The choice of Handke came as the Academy struggles to recover from a rape scandal that resulted in the 2018 prize being postponed and awarded this year to Polish author Olga Tokarczuk.

However, the Swedish Academy's pick for the 2019 prize, announced in October, triggered outrage in the Balkans and beyond because of Handke's support for Milosevic.

In 2006 he even spoke at Milosevic’s funeral.

It has led to one Nobel committee member resigning over the choice, one Academy member and ambassadors from Kosovo, Albania and Turkey boycotting the event.

UK charity Remembering Srebrenica, which promotes Srebrenica Memorial Day, tweeted: "This is a shameful and deplorable decision by the Nobel Committee who have promoted hatred, nationalism & genocide denial by awarding Peter Handke the 2019 Literature prize.

"This is an insult to the victims & survivors who have endured so much pain and suffering. Let us be clear that today should be long remembered as a shameful day in history."

Protests have taken place at the Norrmalmstorg Square in central Stockholm and outside the Stockholm Concert Hall where the prize ceremony was being held.

"He's allowed to write what he wants. The problem is that he is being honoured for his writings," the organiser of one of the protests, Teufika Sabanovic said.

"He defends war criminals, he qualifies genocide, he qualifies genocide deniers. Where is the limit for what is acceptable?"

Last Friday, Handke avoided questions on the Balkan wars, telling reporters: "I like literature, not opinions."

But in an interview with German weekly Die Zeit in late November, Handke defended his writings.

"Not one word I have written about Yugoslavia can be denounced, not a single one.

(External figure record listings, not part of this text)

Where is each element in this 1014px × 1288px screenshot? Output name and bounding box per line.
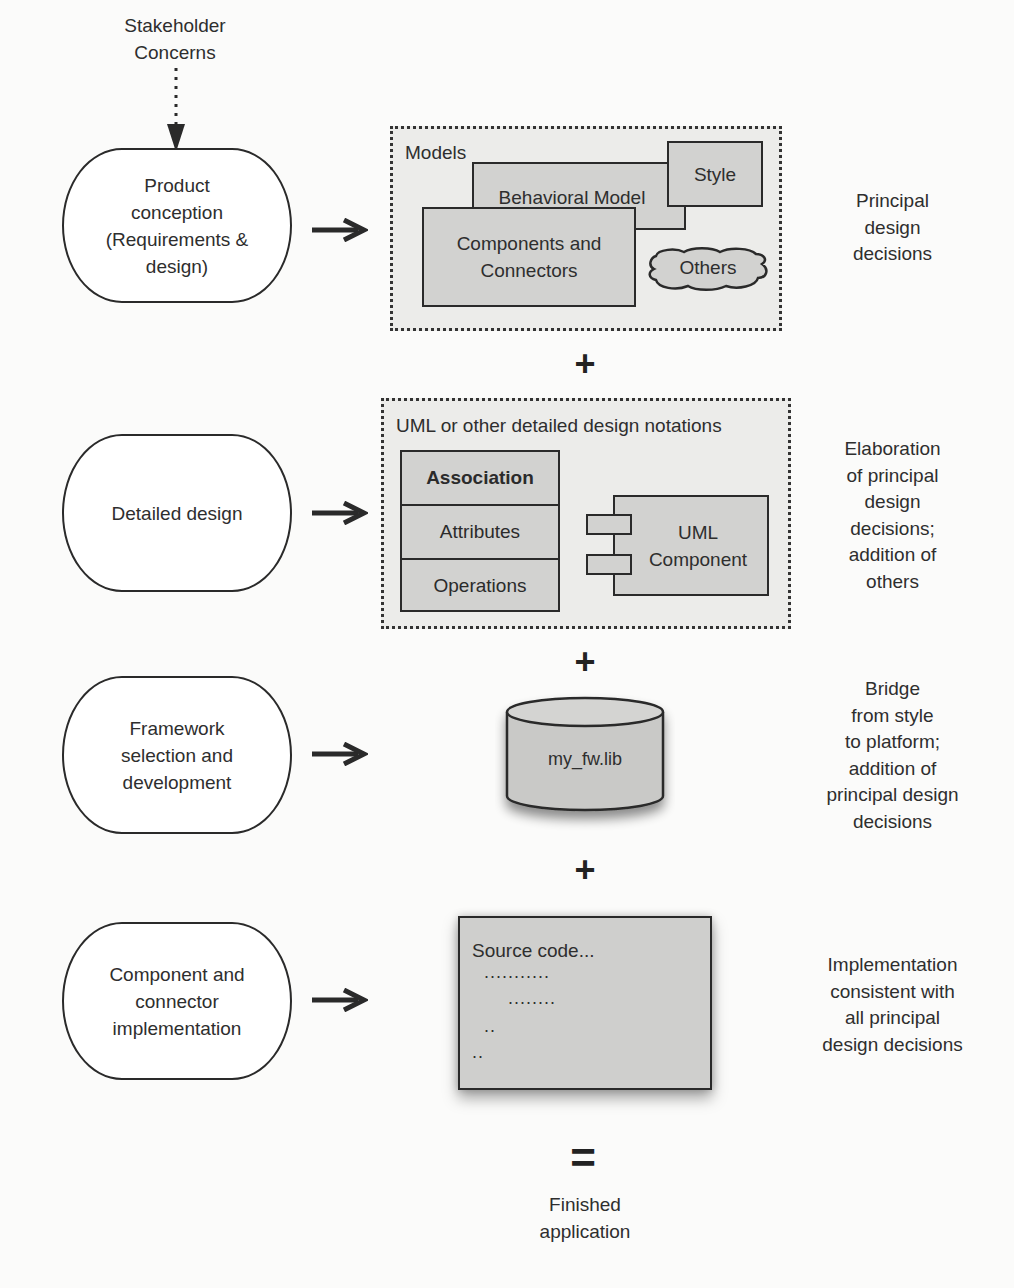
right-arrow-icon: [310, 501, 368, 525]
others-label: Others: [646, 257, 770, 279]
stage-label: Detailed design: [112, 500, 243, 527]
models-title: Models: [405, 142, 466, 164]
stage-label: Framework selection and development: [121, 715, 233, 796]
class-box: Association Attributes Operations: [400, 450, 560, 612]
stage-component-implementation: Component and connector implementation: [62, 922, 292, 1080]
source-code-title: Source code...: [472, 940, 595, 962]
note-elaboration: Elaboration of principal design decision…: [800, 436, 985, 595]
components-connectors-box: Components and Connectors: [422, 207, 636, 307]
style-label: Style: [694, 161, 736, 188]
class-attributes: Attributes: [402, 506, 558, 560]
note-implementation: Implementation consistent with all princ…: [800, 952, 985, 1058]
code-line: ..: [472, 1042, 484, 1063]
note-principal-design-decisions: Principal design decisions: [800, 188, 985, 268]
code-line: ...........: [484, 962, 550, 983]
library-label: my_fw.lib: [507, 749, 663, 770]
stage-product-conception: Product conception (Requirements & desig…: [62, 148, 292, 303]
plus-operator: +: [555, 852, 615, 888]
stage-label: Product conception (Requirements & desig…: [106, 172, 249, 280]
note-bridge: Bridge from style to platform; addition …: [800, 676, 985, 835]
uml-component-label: UML Component: [649, 519, 747, 573]
right-arrow-icon: [310, 988, 368, 1012]
source-code-box: Source code... ........... ........ .. .…: [458, 916, 712, 1090]
style-box: Style: [667, 141, 763, 207]
class-name: Association: [402, 452, 558, 506]
finished-application-label: Finished application: [505, 1191, 665, 1245]
uml-notations-title: UML or other detailed design notations: [396, 415, 722, 437]
components-connectors-label: Components and Connectors: [457, 230, 602, 284]
stakeholder-concerns-label: Stakeholder Concerns: [100, 12, 250, 66]
stage-framework-selection: Framework selection and development: [62, 676, 292, 834]
right-arrow-icon: [310, 218, 368, 242]
plus-operator: +: [555, 346, 615, 382]
right-arrow-icon: [310, 742, 368, 766]
dotted-arrow-icon: [165, 66, 187, 156]
stage-label: Component and connector implementation: [109, 961, 244, 1042]
plus-operator: +: [555, 644, 615, 680]
stage-detailed-design: Detailed design: [62, 434, 292, 592]
code-line: ........: [508, 988, 556, 1009]
component-port-icon: [586, 514, 632, 535]
uml-component-box: UML Component: [613, 495, 769, 596]
equals-operator: =: [553, 1140, 613, 1176]
class-operations: Operations: [402, 560, 558, 612]
code-line: ..: [484, 1016, 496, 1037]
component-port-icon: [586, 554, 632, 575]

It's literature," he said.

The head of the Swedish Academy's Nobel committee, Anders Olsson, has insisted Handke is "not a political writer".

Olsson responded to a letter from survivors of war crimes in Bosnia and Herzegovina: "It is obvious that we understand Peter Handke's literary work in very different ways."

But another committee member, Peter Englund, disagreed.

"I will not participate in Nobel Week this year.... Celebrating Peter Handke's Nobel Prize would be pure hypocrisy on my part," Englund told the Dagens Nyheter newspaper.

Ironically, in 2014 Handke called for the Nobel Literature Prize to be abolished, saying it conferred a "false canonisation" on the laureate.